The Health and social care committee’s report on clearing the backlog caused by the pandemic finds that the elective recovery plans are threatened by pressure on emergency care with a record number of 999 calls and waiting times in emergency departments at record levels.
The Report concludes that tackling the wider backlog caused by the pandemic is a major and ‘unquantifiable’ challenge. It calls for a broad national health and care recovery plan to include mental health, primary care, community care, and social care as well as emergency care.
It finds better workforce planning to be a central factor in recovery. However, the report notes that the government resisted changes to the Health and Care Bill that would have required publication of an independent assessment of workforce numbers at least once every two years. Without it, it will remain impossible to know whether enough doctors, nurses or care staff are being trained, say MPs.
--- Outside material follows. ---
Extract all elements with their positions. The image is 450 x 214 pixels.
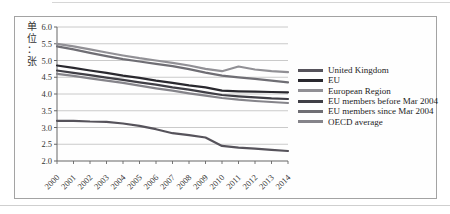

A focus on waiting lists, at the highest levels since records began, is understandable but a numerical target driven approach risks jeopardising equally important areas of care that keep people healthy and out of hospital, the committee says.
Health and social care committee chair and former Health secretary Jeremy Hunt MP said: “The NHS faces an unquantifiable challenge in tackling a backlog of cases caused by the pandemic, with 5.8 million patients waiting for planned care and estimates that the figure could double by 2025.
“However, our report finds that the government’s recovery plans risk being thrown off course by an entirely predictable staffing crisis. The current wave of Omicron is exacerbating the problem, but we already had a serious staffing crisis, with a burnt-out workforce, 93,000 NHS vacancies and no sign of any plan to address this.
“Far from tackling the backlog, the NHS will be able to deliver little more than day to day firefighting unless the government wakes up to the scale of the staffing crisis facing the NHS, and urgently develops a long-term plan to fix the issue.”
In response to the committee’s new report, Siva Anandaciva, chief analyst at the King’s Fund said: “Government pledges for more funding and new initiatives, like increasing NHS diagnostic capacity, will play an important role in recovery, but endemic staff shortages before the pandemic have left staff and services depleted.
“The government has provided more funding for health and care services but has so far failed to deliver a national plan to fundamentally address the workforce crisis. Without this plan, efforts to recover services and tackle rising backlogs will be hamstrung and patients will be left waiting longer for the care they need. The Health & Care Bill currently in parliament also offers the government a prime opportunity to enshrine in law a commitment to produce realistic projections of the health and care staff needed.”